Interference: C/N0 drops (noise floor rises) while pointing looks normal; BER may spike intermittently; spectral monitoring often shows a new carrier or elevated noise.
Mispointing / tracking error: C/N0 and Eb/N0 degrade with az/el correlation; LEO passes show a “flattened” peak; reacquisitions may occur near max elevation.
Hardware degradation (LNA, cabling, filters): persistent baseline shift down in C/N0; worse across all passes; little correlation with weather.
Configuration mismatch (symbol rate, coding, polarization): sudden inability to lock or abrupt BER/PER deterioration right after a change window.

LEO passes: metrics naturally vary as the satellite rises, peaks, and sets. You should compare against an expected “pass profile” rather than a single static threshold. Look for anomalies: lower-than-normal peak C/N0, early BER onset, or unexpected dropouts at certain azimuths (possible obstruction or interference).

Steady links (often GEO): trends matter more than shapes. Daily baselines, weather correlation, and step-change detection are powerful. Sudden drops are often configuration or equipment events; gradual declines often suggest seasonal weather patterns or component drift.

Logging, Alerting, and Evidence for Escalation

Operational maturity comes from turning these metrics into evidence:

Log continuously: C/N0, Eb/N0, pre/post-FEC BER, PER, lock state, modulation/coding mode, and power/pointing state.
Time-sync everything: consistent timestamps (ideally UTC) across modem logs, spectrum monitoring, and antenna control.
Alert on patterns: rapid C/N0 drops, rising BER trend, repeated ACM step-downs, PER spikes, and loss-of-lock frequency.
Capture before/after: baseline windows make troubleshooting and regulatory escalation far more credible.

When you need to escalate an issue (interference, chronic fades, suspect equipment), these logs are the difference between “we think” and “we can show.”

C/N0, Eb/N0, BER, PER FAQ

Why does PER jump suddenly while C/N0 looks only slightly worse?

Because many links have a threshold “cliff.” Error correction can hide deterioration until margin is exhausted, then packets begin failing rapidly.

Should I alert on BER or PER?

If you want early warning, alert on pre-FEC BER and Eb/N0 trends. If you want service-impact alerts, alert on PER and loss-of-lock. Most operations teams use both: BER for early diagnosis and PER for customer-visible impact.

What’s the difference between C/N and C/N0?

C/N is measured over a specific bandwidth; C/N0 is normalized per 1 Hz and is more comparable across different bandwidths and symbol rates.

Can I compare Eb/N0 numbers across different modem vendors?

Be careful. Different implementations estimate Eb/N0 differently.

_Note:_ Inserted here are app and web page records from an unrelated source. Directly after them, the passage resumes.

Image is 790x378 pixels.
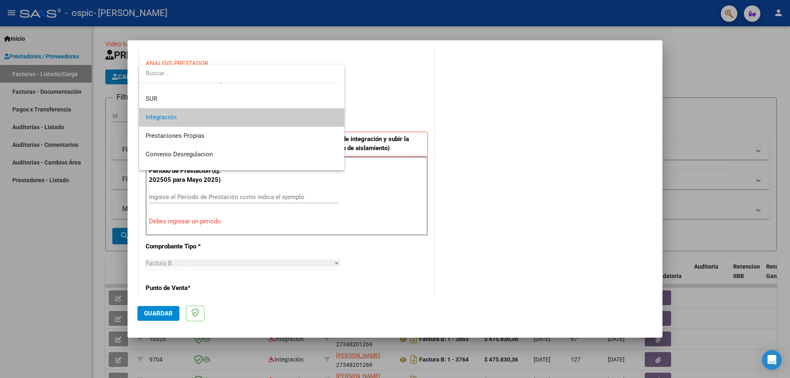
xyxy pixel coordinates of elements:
span: Prestaciones Propias [146,132,205,140]
span: Capita [146,169,163,177]
div: Open Intercom Messenger [762,350,782,370]
span: SUR [146,95,157,102]
span: Integración [146,114,177,121]
span: Convenio Desregulacion [146,151,213,158]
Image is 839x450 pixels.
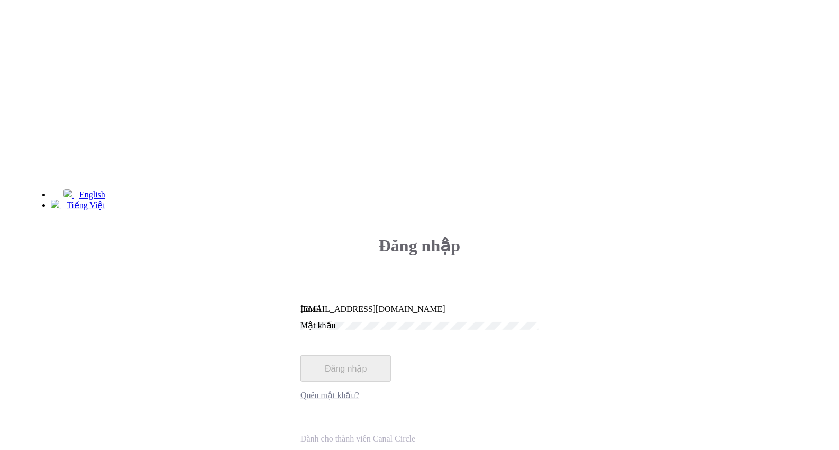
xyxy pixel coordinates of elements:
[300,390,359,399] a: Quên mật khẩu?
[34,47,354,67] h3: Chào mừng đến [GEOGRAPHIC_DATA]
[300,304,539,314] input: Email
[51,200,105,209] a: Tiếng Việt
[300,235,539,256] h3: Đăng nhập
[300,434,415,443] span: Dành cho thành viên Canal Circle
[34,88,354,100] h4: Cổng thông tin quản lý
[67,200,105,209] span: Tiếng Việt
[300,355,391,381] button: Đăng nhập
[79,190,105,199] span: English
[51,199,59,208] img: 220-vietnam.svg
[63,189,72,197] img: 226-united-states.svg
[63,190,105,199] a: English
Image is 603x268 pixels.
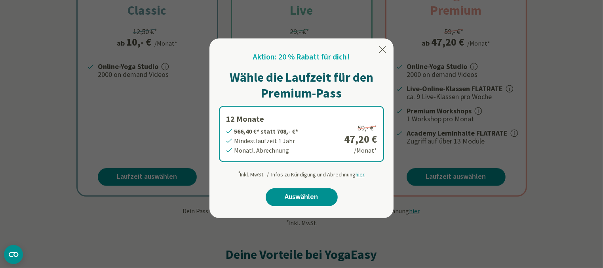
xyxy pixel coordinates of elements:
button: CMP-Widget öffnen [4,245,23,264]
h1: Wähle die Laufzeit für den Premium-Pass [219,69,384,101]
a: Auswählen [266,188,338,206]
div: Inkl. MwSt. / Infos zu Kündigung und Abrechnung . [238,167,366,179]
h2: Aktion: 20 % Rabatt für dich! [253,51,350,63]
span: hier [356,171,365,178]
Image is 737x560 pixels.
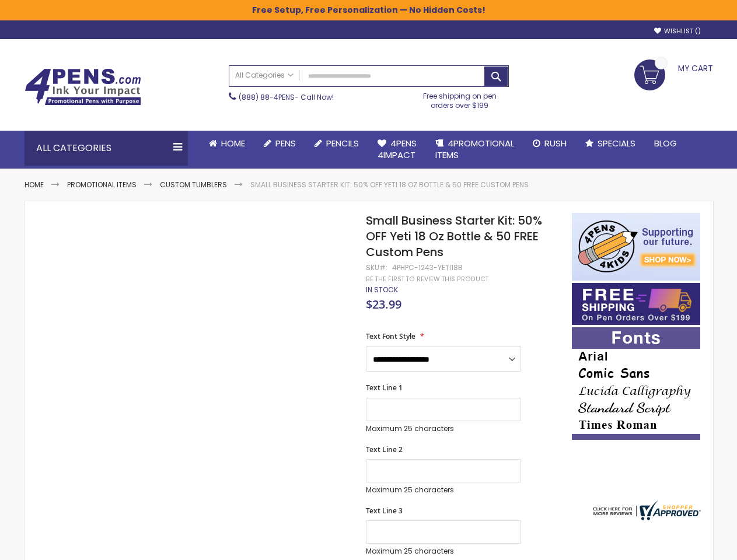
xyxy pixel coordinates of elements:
span: In stock [366,285,398,294]
a: Be the first to review this product [366,275,488,283]
img: font-personalization-examples [572,327,700,440]
a: Promotional Items [67,179,136,190]
span: Blog [654,137,677,149]
img: 4Pens Custom Pens and Promotional Products [25,68,141,105]
span: Text Line 2 [366,444,403,455]
div: Free shipping on pen orders over $199 [411,87,509,110]
a: Rush [523,131,576,156]
span: Text Line 3 [366,505,403,516]
p: Maximum 25 characters [366,546,521,556]
div: 4PHPC-1243-YETI18B [392,263,462,272]
span: Text Font Style [366,331,415,341]
a: Pencils [305,131,368,156]
span: 4Pens 4impact [377,137,416,161]
span: Pens [275,137,296,149]
img: 4pens 4 kids [572,213,700,281]
a: Custom Tumblers [160,179,227,190]
span: - Call Now! [238,92,334,102]
a: All Categories [229,66,299,85]
a: (888) 88-4PENS [238,92,295,102]
span: All Categories [235,71,293,80]
a: Specials [576,131,645,156]
span: Home [221,137,245,149]
div: Availability [366,285,398,294]
a: 4PROMOTIONALITEMS [426,131,523,168]
span: Specials [597,137,636,149]
a: Blog [645,131,686,156]
span: Pencils [326,137,359,149]
img: 4pens.com widget logo [590,500,701,520]
li: Small Business Starter Kit: 50% OFF Yeti 18 Oz Bottle & 50 FREE Custom Pens [250,180,529,190]
span: 4PROMOTIONAL ITEMS [435,137,514,161]
a: 4pens.com certificate URL [590,513,701,522]
span: Rush [545,137,566,149]
span: Small Business Starter Kit: 50% OFF Yeti 18 Oz Bottle & 50 FREE Custom Pens [366,212,542,260]
img: Free shipping on orders over $199 [572,283,700,324]
a: 4Pens4impact [368,131,426,168]
strong: SKU [366,262,388,272]
p: Maximum 25 characters [366,424,521,433]
a: Wishlist [654,27,701,36]
a: Home [199,131,254,156]
span: $23.99 [366,296,401,312]
a: Home [25,179,44,190]
div: All Categories [25,131,188,166]
p: Maximum 25 characters [366,485,521,494]
a: Pens [254,131,305,156]
span: Text Line 1 [366,383,403,392]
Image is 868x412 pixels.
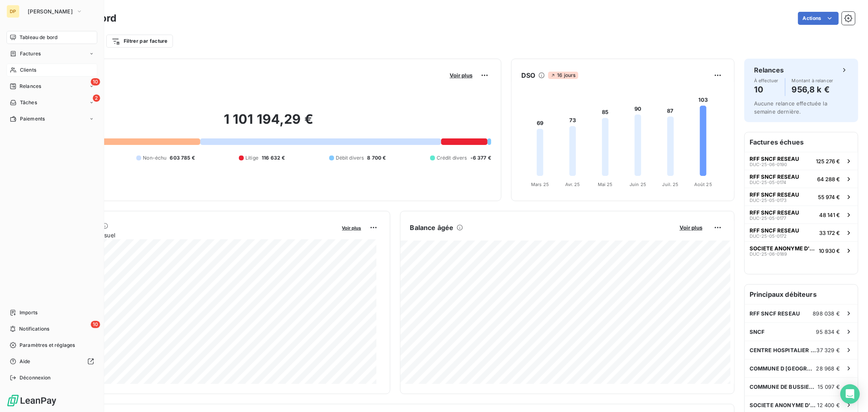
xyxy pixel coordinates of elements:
span: 2 [93,94,100,102]
tspan: Juil. 25 [663,182,679,187]
span: Paiements [20,115,45,123]
span: Tableau de bord [20,34,57,41]
button: RFF SNCF RESEAUDUC-25-05-017748 141 € [745,206,858,224]
span: RFF SNCF RESEAU [750,227,799,234]
span: DUC-25-06-0189 [750,251,787,256]
span: RFF SNCF RESEAU [750,156,799,162]
span: Voir plus [680,224,702,231]
span: RFF SNCF RESEAU [750,173,799,180]
h2: 1 101 194,29 € [46,111,491,135]
span: CENTRE HOSPITALIER DE [GEOGRAPHIC_DATA] [750,347,817,353]
span: Voir plus [450,72,473,79]
a: Paiements [7,112,97,125]
span: À effectuer [754,78,779,83]
a: Paramètres et réglages [7,338,97,352]
button: Voir plus [677,224,705,231]
span: Aucune relance effectuée la semaine dernière. [754,100,827,115]
tspan: Mars 25 [531,182,549,187]
span: Montant à relancer [792,78,833,83]
tspan: Mai 25 [598,182,613,187]
button: RFF SNCF RESEAUDUC-25-05-017233 172 € [745,224,858,241]
h6: Balance âgée [410,222,454,232]
span: 10 [91,321,100,328]
span: 64 288 € [817,176,840,182]
div: DP [7,5,20,18]
tspan: Juin 25 [629,182,646,187]
h6: Factures échues [745,132,858,152]
a: Clients [7,64,97,76]
span: Paramètres et réglages [20,342,75,349]
span: -6 377 € [471,154,491,162]
span: 55 974 € [818,194,840,200]
span: 898 038 € [813,310,840,317]
span: 125 276 € [816,158,840,164]
span: Tâches [20,99,37,106]
span: 33 172 € [819,230,840,236]
span: Notifications [19,325,49,332]
span: DUC-25-05-0174 [750,180,786,185]
button: Voir plus [340,224,364,231]
span: 116 632 € [261,154,285,162]
span: DUC-25-05-0177 [750,216,786,221]
span: 95 834 € [817,328,840,335]
span: 15 097 € [818,384,840,390]
span: Clients [20,66,36,74]
span: SOCIETE ANONYME D'HABITATIONS A LOY [750,245,816,251]
a: Aide [7,355,97,368]
span: 603 785 € [169,154,195,162]
a: Imports [7,306,97,319]
span: Factures [20,50,41,57]
span: DUC-25-05-0172 [750,234,787,239]
h4: 10 [754,83,779,96]
span: 28 968 € [817,365,840,372]
button: RFF SNCF RESEAUDUC-25-05-017464 288 € [745,169,858,188]
a: 2Tâches [7,96,97,109]
span: Non-échu [143,154,167,162]
span: 10 [91,78,100,85]
span: Imports [20,309,37,316]
a: 10Relances [7,80,97,93]
span: SNCF [750,328,765,335]
button: SOCIETE ANONYME D'HABITATIONS A LOYDUC-25-06-018910 930 € [745,241,858,259]
span: Voir plus [342,225,361,231]
button: Filtrer par facture [106,35,173,47]
button: RFF SNCF RESEAUDUC-25-06-0190125 276 € [745,152,858,169]
span: Crédit divers [437,154,467,162]
span: COMMUNE DE BUSSIERE GALANT [750,384,818,390]
span: Déconnexion [20,374,51,381]
div: Open Intercom Messenger [841,384,860,404]
button: Actions [798,12,839,25]
span: [PERSON_NAME] [28,8,73,14]
span: Chiffre d'affaires mensuel [46,231,337,239]
tspan: Avr. 25 [565,182,580,187]
h6: Relances [754,65,784,75]
span: SOCIETE ANONYME D'HABITATIONS A LOY [750,402,818,408]
tspan: Août 25 [694,182,712,187]
span: 37 329 € [817,347,840,353]
span: Aide [20,358,31,365]
span: Litige [245,154,259,162]
h6: DSO [521,70,535,80]
img: Logo LeanPay [7,394,57,407]
span: Débit divers [336,154,364,162]
span: DUC-25-05-0173 [750,198,787,203]
span: RFF SNCF RESEAU [750,310,800,317]
h6: Principaux débiteurs [745,284,858,304]
span: RFF SNCF RESEAU [750,209,799,216]
span: 16 jours [548,71,578,79]
span: 10 930 € [819,248,840,254]
span: Relances [20,83,41,90]
a: Factures [7,47,97,60]
span: 12 400 € [818,402,840,408]
h4: 956,8 k € [792,83,833,96]
a: Tableau de bord [7,31,97,44]
span: 48 141 € [819,212,840,218]
span: 8 700 € [367,154,386,162]
span: COMMUNE D [GEOGRAPHIC_DATA] EN PERIGORD [750,365,817,372]
span: RFF SNCF RESEAU [750,191,799,198]
button: RFF SNCF RESEAUDUC-25-05-017355 974 € [745,188,858,206]
span: DUC-25-06-0190 [750,162,787,167]
button: Voir plus [447,71,475,79]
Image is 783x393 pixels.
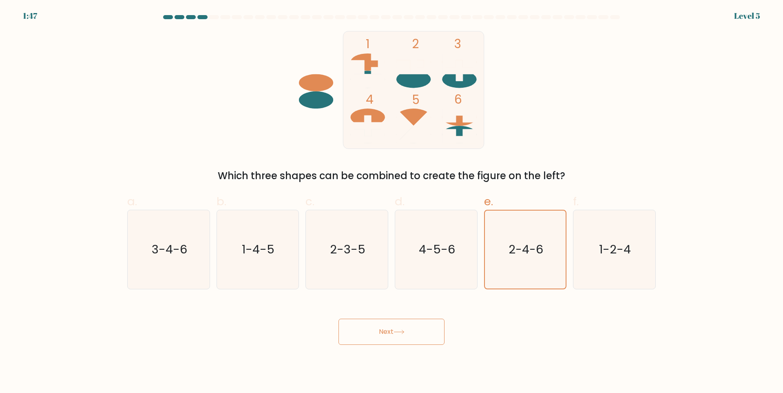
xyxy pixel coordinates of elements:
[484,193,493,209] span: e.
[338,318,444,344] button: Next
[419,241,455,258] text: 4-5-6
[412,91,419,108] tspan: 5
[127,193,137,209] span: a.
[508,241,543,257] text: 2-4-6
[23,10,37,22] div: 1:47
[305,193,314,209] span: c.
[330,241,365,258] text: 2-3-5
[366,35,370,52] tspan: 1
[734,10,760,22] div: Level 5
[599,241,631,258] text: 1-2-4
[454,35,461,52] tspan: 3
[395,193,404,209] span: d.
[242,241,275,258] text: 1-4-5
[132,168,651,183] div: Which three shapes can be combined to create the figure on the left?
[216,193,226,209] span: b.
[412,35,419,52] tspan: 2
[454,91,462,108] tspan: 6
[573,193,578,209] span: f.
[366,91,373,108] tspan: 4
[152,241,187,258] text: 3-4-6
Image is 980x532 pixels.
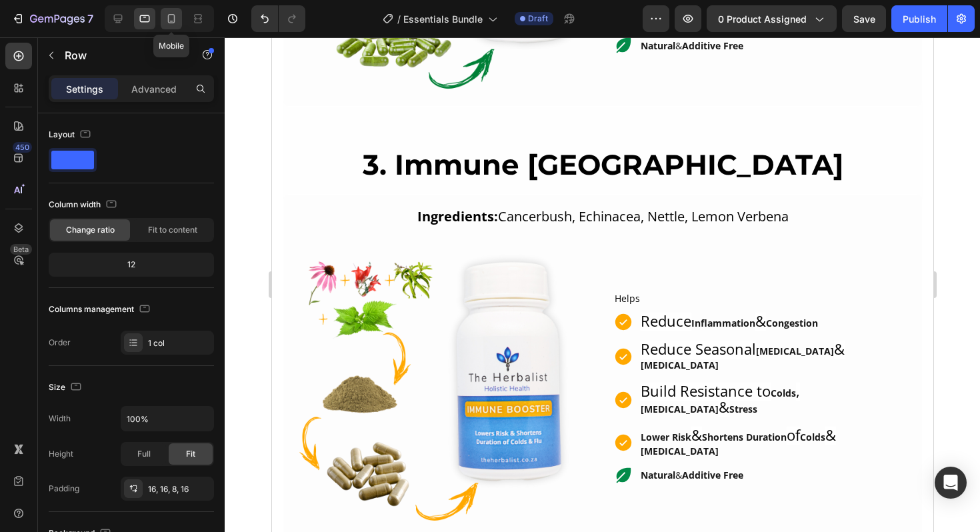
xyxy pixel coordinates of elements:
strong: [MEDICAL_DATA] [484,307,562,320]
p: Advanced [132,82,177,96]
div: Layout [48,126,94,144]
button: Save [842,5,886,32]
strong: Congestion [494,280,546,292]
div: Open Intercom Messenger [935,467,967,499]
p: Helps [343,254,638,268]
strong: [MEDICAL_DATA] [369,365,447,378]
strong: Shortens Duration [430,394,515,406]
div: Undo/Redo [251,5,306,32]
button: Publish [892,5,947,32]
span: Essentials Bundle [403,12,483,26]
strong: [MEDICAL_DATA] [369,408,447,420]
strong: Inflammation [419,280,483,292]
p: Row [65,48,178,63]
span: & [483,274,494,293]
input: Auto [121,407,213,431]
button: 0 product assigned [706,5,836,32]
span: & [447,359,457,379]
div: Padding [48,483,80,495]
span: 0 product assigned [718,12,807,26]
div: Columns management [48,301,152,319]
img: [object Object] [22,202,320,499]
iframe: To enrich screen reader interactions, please activate Accessibility in Grammarly extension settings [272,37,933,532]
span: Reduce [369,274,419,293]
span: Fit [186,448,196,461]
div: Publish [903,12,936,26]
div: Width [48,413,71,425]
div: Height [48,448,74,461]
span: , [524,344,528,364]
span: & [562,301,573,321]
strong: Natural [369,432,403,444]
span: Reduce Seasonal [369,301,484,321]
strong: Lower Risk [369,394,419,406]
span: Draft [528,13,548,25]
span: of [515,388,528,408]
span: & [553,388,564,408]
span: Full [138,448,151,461]
div: 12 [51,255,211,274]
span: Change ratio [66,224,115,236]
div: Column width [48,196,119,214]
p: & [369,431,471,445]
strong: Additive Free [410,432,471,444]
strong: Stress [457,365,486,378]
span: / [397,12,401,26]
div: 16, 16, 8, 16 [148,484,210,496]
strong: [MEDICAL_DATA] [369,321,447,334]
p: Settings [66,82,103,96]
div: Order [48,337,71,349]
div: 450 [13,142,32,153]
span: Build Resistance to [369,344,499,364]
button: 7 [5,5,100,32]
div: Size [48,379,84,397]
p: 7 [87,10,94,27]
span: Save [854,13,875,25]
span: Fit to content [148,224,197,236]
span: & [419,388,430,408]
div: 1 col [148,338,210,350]
strong: Colds [528,394,553,406]
div: Beta [10,244,32,254]
strong: Colds [499,350,524,362]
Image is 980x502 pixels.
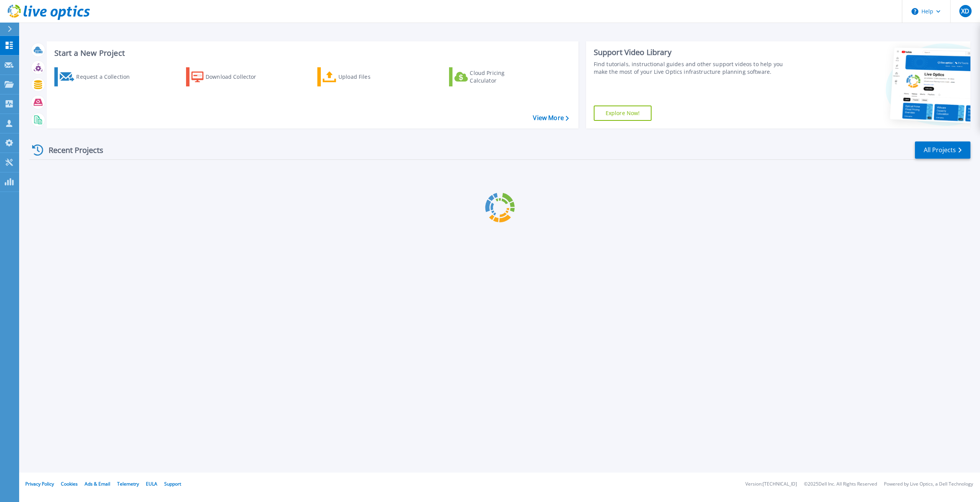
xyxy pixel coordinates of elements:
a: View More [533,114,568,122]
span: XD [961,8,969,14]
a: Upload Files [317,67,403,86]
a: Privacy Policy [25,481,54,487]
a: Cloud Pricing Calculator [449,67,534,86]
a: Ads & Email [84,481,111,487]
a: Cookies [61,481,77,487]
div: Find tutorials, instructional guides and other support videos to help you make the most of your L... [594,60,792,76]
a: Support [164,481,181,487]
a: All Projects [915,142,970,158]
h3: Start a New Project [54,49,568,57]
li: Version: [TECHNICAL_ID] [745,482,796,487]
li: Powered by Live Optics, a Dell Technology [883,482,973,487]
li: © 2025 Dell Inc. All Rights Reserved [803,482,876,487]
div: Cloud Pricing Calculator [469,70,531,84]
a: Telemetry [117,481,139,487]
div: Support Video Library [594,48,792,57]
a: Explore Now! [594,105,652,121]
div: Download Collector [205,70,266,84]
a: Request a Collection [54,67,139,86]
a: EULA [146,481,158,487]
a: Download Collector [186,67,272,86]
div: Recent Projects [30,141,114,159]
div: Request a Collection [76,70,138,84]
div: Upload Files [339,70,399,84]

Use trends and in-system baselines, and validate thresholds with real performance data from your own waveform and hardware.

Glossary

C/N0: Carrier-to-noise density (dB-Hz), a measure of carrier strength relative to noise per Hz.

Eb/N0: Energy per bit to noise density (dB), a predictor of digital link decodability.

BER: Bit error rate, fraction of bits received incorrectly (often reported pre- and post-FEC).

PER: Packet error rate, fraction of packets/frames that fail decoding or integrity checks.

FEC: Forward error correction, coding that allows the receiver to correct errors without retransmission.

ACM: Adaptive coding and modulation, dynamic adjustment of waveform robustness based on link conditions.

Loss of lock: A modem/receiver state where the signal can no longer be tracked or decoded reliably.

Link margin: Extra performance headroom beyond the minimum required to maintain target quality.